Darwin’s ‘Strangest’ Beast Finds Place on Tree
“Toxodon is perhaps one of the strangest animals ever discovered,” wrote Charles Darwin, a man who was no stranger to strangeness. He first encountered the creature in Uruguay on November 26th, 1834. “Having heard of some giant’s bones at a neighbouring farm-house…, I rode there accompanied by my host, and purchased for the value of eighteen pence the head of the Toxodon,” he later wrote.
The beast’s skeleton, once fully assembled, was a baffling mish-mash of traits. It was huge like a rhino, but it had the chiselling incisors of a rodent—its name means “arched tooth”—and the high-placed eyes and nostrils of a manatee or some other aquatic mammal. “How wonderfully are the different orders, at present time so well separated, blended together in different points of the structure of the toxodon!” Darwin wrote.
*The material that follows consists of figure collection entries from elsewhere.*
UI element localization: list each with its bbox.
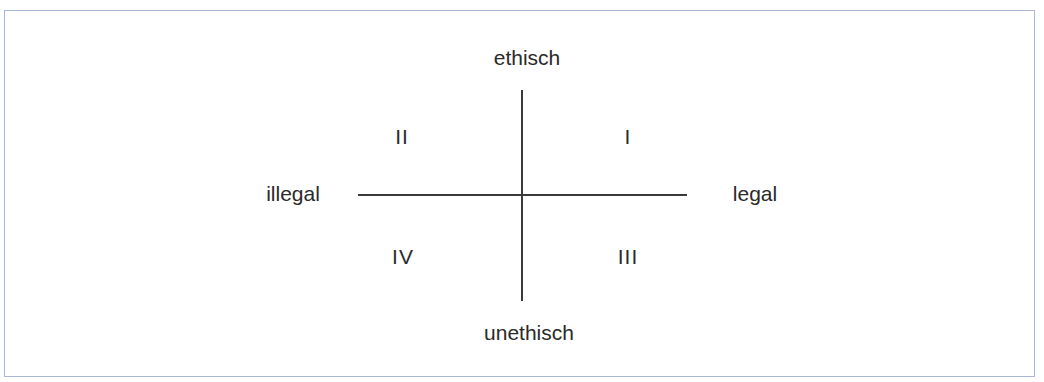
vertical-axis-line — [521, 90, 523, 301]
axis-label-bottom: unethisch — [484, 321, 574, 345]
axis-label-top: ethisch — [494, 46, 561, 70]
axis-label-right: legal — [733, 182, 777, 206]
quadrant-label-bottom-left: IV — [392, 245, 414, 269]
axis-label-left: illegal — [266, 182, 320, 206]
quadrant-label-top-left: II — [395, 125, 409, 149]
quadrant-label-top-right: I — [625, 125, 632, 149]
horizontal-axis-line — [358, 194, 687, 196]
quadrant-label-bottom-right: III — [618, 245, 639, 269]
Those conflicting traits have continued to confuse scientists. Hundreds of large hoofed mammals have since been found in South America, and they fall into some 280 genera. Scientists still argue about when these mysterious beasts first evolved, whether they belong to one single group or several that evolved separately, and, mainly, which other mammals they were related too. “That’s been difficult to address because they have features that they share with a lot of different groups from across the mammalian tree,” says Ian Barnes from the Natural History Museum in London. “To some degree, people have circled around the same set of evidence for 180 years.”